June 08, 2004

Quote of the Day

"Mobsters are boring. They are among the most boring people I've ever met. They have nothing to say about anything interesting; they're shallow; ill-informed; under-educated; brutal; racist; and only inadvertently humorous. Also, they kill people and sell drugs, both of which are not funny at all. This is why I am still, five seasons later, in awe of the writing on The Sopranos... any writer who could devise compelling inner lives for such soulless and stupid people is a genius. And these writers are geniuses."

-Jeffrey Goldberg, on the final Slate roundup of the "Sopranos" season.

A few more day-two thoughts on the finale:

-The ability for a man as out-of-shape as Tony Soprano to successfully run away from a few dozen FBI agents just shows what we’ve known since the start of the series: the FBI of the “Sopranos” are the most incompetent law enforcement officials in history. Almost every one of their informers gets killed, they couldn’t get Uncle Junior convicted, their bugged lamp got stolen, and now they can’t catch a 260-pound mob boss in a suburban chase scene. I haven’t seen investigators this inept since the Chandra Levy case.

- Some have called the New-York-family-gets-pinched twist a deus ex machina, but I don’t really care- the main arc of the season and the episode (Tony and Tony) had already been wrapped up, and this was merely setting up next year. So Season 5 ends the way Season 1 did- with mass indictments preventing a final murder or two. But let’s hope the producers find a way to keep Season 5’s best character, Johnny Sack, around for the last year- but then again, the first season’s denouement marked pretty much the end of Uncle Junior’s career as an effective character.

- Nice to see the Paulie/Tony/horse painting issue dealt with again- this is what I mean when I say storylines pay off slowly but surely. And notice something- when Tony goes to throw the painting in the dumpster, behind him is a Diaco Construction truck. That’s the company owned by the father of the famous NYU pot princess.

- It was also interesting to see AJ established as some sort of junior business genius. Because aside from that one great scene with Big Pussy in season 2, the character has been both a writers' black hole and maddeningly inconsistent throughout the series- is he popular, or a dork? Is he a jock, a skater, a metalhead, a hipster? He seems to change identities almost from episode to episode- yet keeps the same girlfriend all the while.

- And after last night's Game 7 and the coming work stoppage, what do you think will return sooner: the NHL, or “The Sopranos”? But at least Sopranos ended better than hockey season- the Stanley Cup in Tampa Bay? Tampa Bay??? The Cup should never touch any bay that isn’t frozen.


_Your objective_
The lines to repeat are those below from the one containing "The width and height of the screenshot is (1322, 632)." down to the one containing "Image resolution: width=1322", both included; reproduce them exactly and nothing else.

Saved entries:

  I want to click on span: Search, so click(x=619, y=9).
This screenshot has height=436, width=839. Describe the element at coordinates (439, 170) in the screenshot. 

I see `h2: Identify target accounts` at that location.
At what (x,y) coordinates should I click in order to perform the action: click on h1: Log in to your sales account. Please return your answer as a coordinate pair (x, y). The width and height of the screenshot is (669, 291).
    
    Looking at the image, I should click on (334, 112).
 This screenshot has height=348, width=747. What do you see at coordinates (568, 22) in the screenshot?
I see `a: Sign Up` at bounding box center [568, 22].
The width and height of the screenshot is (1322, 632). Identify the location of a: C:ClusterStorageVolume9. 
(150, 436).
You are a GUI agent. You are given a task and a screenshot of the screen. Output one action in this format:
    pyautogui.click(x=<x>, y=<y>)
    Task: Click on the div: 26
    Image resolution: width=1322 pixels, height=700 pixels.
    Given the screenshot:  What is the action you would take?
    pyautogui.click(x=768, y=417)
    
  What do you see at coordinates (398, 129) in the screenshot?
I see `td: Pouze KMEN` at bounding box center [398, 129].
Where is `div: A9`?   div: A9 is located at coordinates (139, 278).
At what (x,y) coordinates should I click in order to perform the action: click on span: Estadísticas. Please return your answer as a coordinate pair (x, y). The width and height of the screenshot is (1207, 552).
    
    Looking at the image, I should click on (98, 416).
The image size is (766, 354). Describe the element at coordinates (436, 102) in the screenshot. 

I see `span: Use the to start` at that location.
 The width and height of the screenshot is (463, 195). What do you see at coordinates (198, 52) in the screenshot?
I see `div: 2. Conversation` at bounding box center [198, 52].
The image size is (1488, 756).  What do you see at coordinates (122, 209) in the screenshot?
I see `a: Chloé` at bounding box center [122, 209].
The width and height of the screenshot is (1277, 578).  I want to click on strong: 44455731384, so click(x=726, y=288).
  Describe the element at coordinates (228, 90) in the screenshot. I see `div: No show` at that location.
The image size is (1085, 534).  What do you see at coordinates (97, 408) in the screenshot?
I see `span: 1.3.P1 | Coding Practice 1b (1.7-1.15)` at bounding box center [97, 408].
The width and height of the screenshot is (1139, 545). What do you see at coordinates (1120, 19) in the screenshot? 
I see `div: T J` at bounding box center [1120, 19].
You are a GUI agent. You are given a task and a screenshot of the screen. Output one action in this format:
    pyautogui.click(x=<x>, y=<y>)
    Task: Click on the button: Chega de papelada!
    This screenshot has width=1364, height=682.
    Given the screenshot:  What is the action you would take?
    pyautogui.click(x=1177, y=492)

_Written solution_
The width and height of the screenshot is (1322, 632). Identify the location of a: C:ClusterStorageVolume9. 
(150, 436).
You are a GUI agent. You are given a task and a screenshot of the screen. Output one action in this format:
    pyautogui.click(x=<x>, y=<y>)
    Task: Click on the div: 26
    Image resolution: width=1322 pixels, height=700 pixels.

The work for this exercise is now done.